Best of Breed for Clinical Systems?

April 10, 2013
Once the domain almost exclusively of hospitals, it now appears that the best of breed approach to IT may not only be solidifying its presence in acute care but inching its way into ambulatory care as well. Many hospitals are trying to move away from such a strategy because it is costly to maintain disparate systems and the degree of interoperability needed to make such an approach succeed is very difficult to achieve. As more clinicians use health information technology (HIT), they want a seamless “look and feel” to the applications they use and for all data to be accessible without effort. So why does it seem there are as many new vendors introduced into the mix as there are efforts to consolidate on vendors?

Once the domain almost exclusively of hospitals, it now appears that the best of breed approach to IT may not only be solidifying its presence in acute care but inching its way into ambulatory care as well. Many hospitals are trying to move away from such a strategy because it is costly to maintain disparate systems and the degree of interoperability needed to make such an approach succeed is very difficult to achieve. As more clinicians use health information technology (HIT), they want a seamless “look and feel” to the applications they use and for all data to be accessible without effort. So why does it seem there are as many new vendors introduced into the mix as there are efforts to consolidate on vendors?

• One vendor alone may not have all the desired modules, certain functionality may be believed inadequate in a primary vendor’s offering or may not be present upon “meaningful use” certification, new service lines are added by the care delivery organization (CDOs) that are not addressed by their primary vendor, or a favored product may be necessary to acquire for recruitment purposes.

• Striking differences in specialty requirements often mean the only way to automate the specialty information is through an alternative system. Consider the case of behavioral health (BH). Acute care hospitals with outpatient or community based BH services will find most acute care vendor solutions unable to support the complex billing and credentialing requirements of BH, and its stringent privacy requirements. In many situations, payers and institutions credential the caregivers. Documentation in BH thus requires the ability to link to scheduling and a matrix of credentialed individuals, as well as many other internal and external resources. For example, if a BH client has an eating disorder, intake staff must match the client to a caregiver credentialed by the client’s insurance for treating eating disorders, as well as such preferences as a female therapist under 45 who speaks Spanish. Ambulatory BH care billing is also much more complex, with a client potentially enrolled in four different programs, each with a different primary payor (e.g., grant, county, state). As the result of these and many other differences, hospitals with large outpatient BH services may have to use a product from a BH vendor, and then decide the extent to which an interface is necessary. And, BH is not the only specialty that poses such issues. A hospital may have a long-term care facility associated with it, or a primary care physician practice may acquire an occupational medicine practice with vastly different needs for billing companies rather than individuals.

• Niche products, such as clinical decision support engines, risk management systems, data warehouses for quality reporting, and patient interviewing tools are outside of the mainstream hospital information system (HIS) or clinic electronic health record (EHR) vendor offerings. However, there is increasing interest in integrating these directly into HIT solutions. For example, patients are frequently given medical history forms to complete prior to a clinic visit, yet the patient is asked the same questions during the interview with the physician. Several vendors have automated these forms, but unless they can be directly integrated into an EHR they are not much different than the paper form. More recently, vendors have created bubble sheets for scanning the information into the EHR or offer online tools that include branching logic to capture focused information and services to convert lay language to medical terminology and/or provide foreign language translation.This has significantly reduced the data entry burden for providers and is being recognized as a way to empower patients.

In summary, it is hoped that as the surge in adopting clinical information systems for the federal stimulus incentives occurs that CDOs focus on adopting integrated products and that vendors with functional limitations, specialty products, or niche applications work to improve and integrate their offerings. There is a growing body of evidence that “partial EHRs” that are part electronic and part paper or a mix of not well integrated components contribute more risk to patient care than either a fully integrated EHR or even a paper record alone!

Margret Amatayakul (“Margret A”) is president of Margret\A Consulting, LLC, a health information management and systems consulting firm based in Schaumburg, Ill. You can e-mail her at [email protected], or visit her website at www.margret-a.com.

Mike Cohen is president of MRC Consulting Group, a St. Charles, Ill., firm dedicated to helping health care organizations make good decisions and get more value from their information systems investments. You can e-mail him at [email protected] or visit his website at www.mrccg.com.

Jean Joslyn is a Principal with The CCI Group, Inc., a health care information technology consulting firm offering (among many other products) IT planning, selection and project management services to behavioral healthcare organizations. You can email her at [email protected] or visit the firm’s website at www.CCIGroup.org.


#### Work item
Below are records to transcribe in full and unchanged; omit every picture.

(Dataset excerpts Opens)

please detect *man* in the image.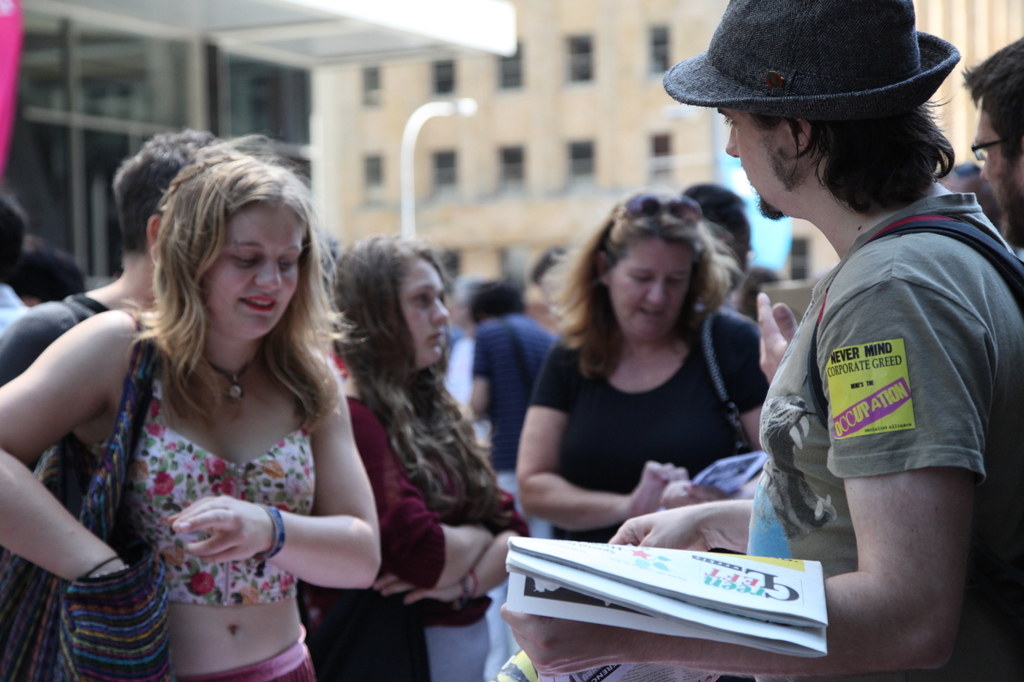
(left=958, top=31, right=1023, bottom=248).
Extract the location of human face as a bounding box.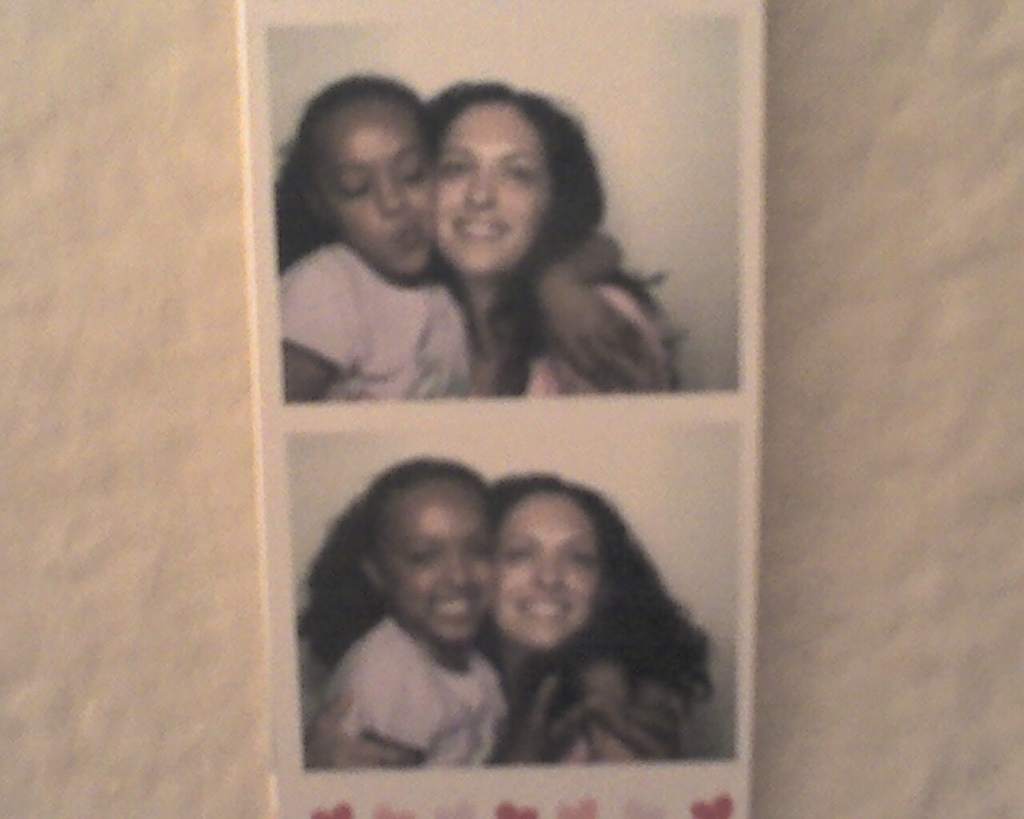
[434, 101, 549, 271].
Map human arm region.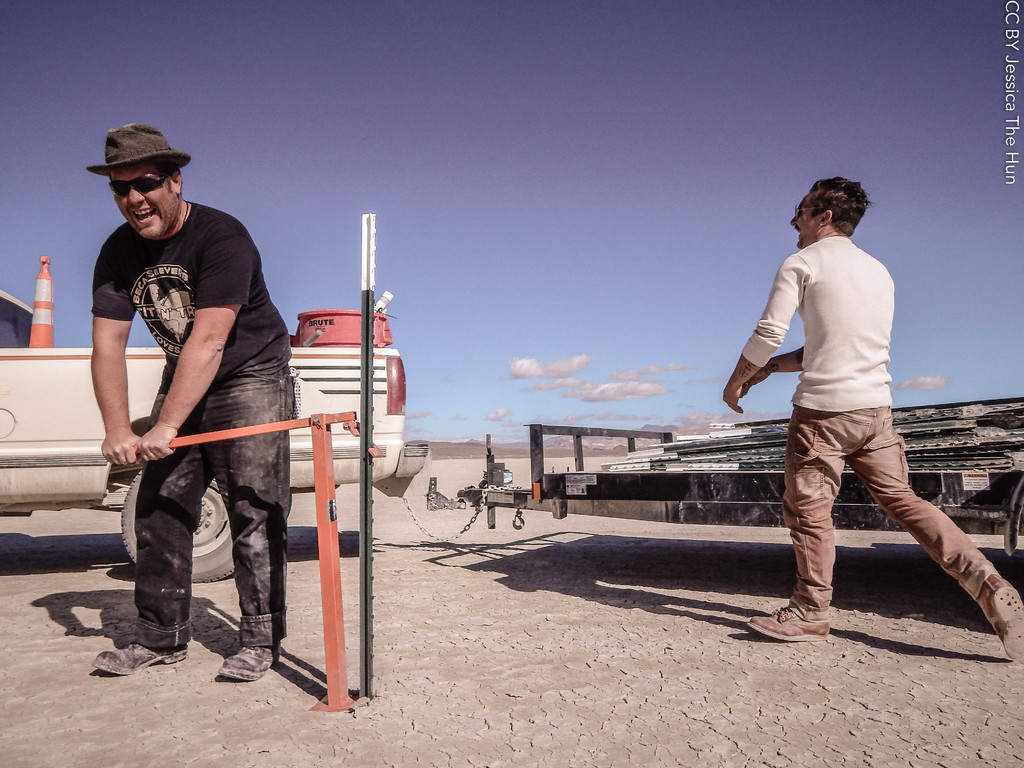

(Dataset excerpts Closes)

#### Exercise output
please detect *man* in the image.
(left=958, top=31, right=1023, bottom=248).
Extract the location of human face as a bounding box.
[434, 101, 549, 271].
Map human arm region.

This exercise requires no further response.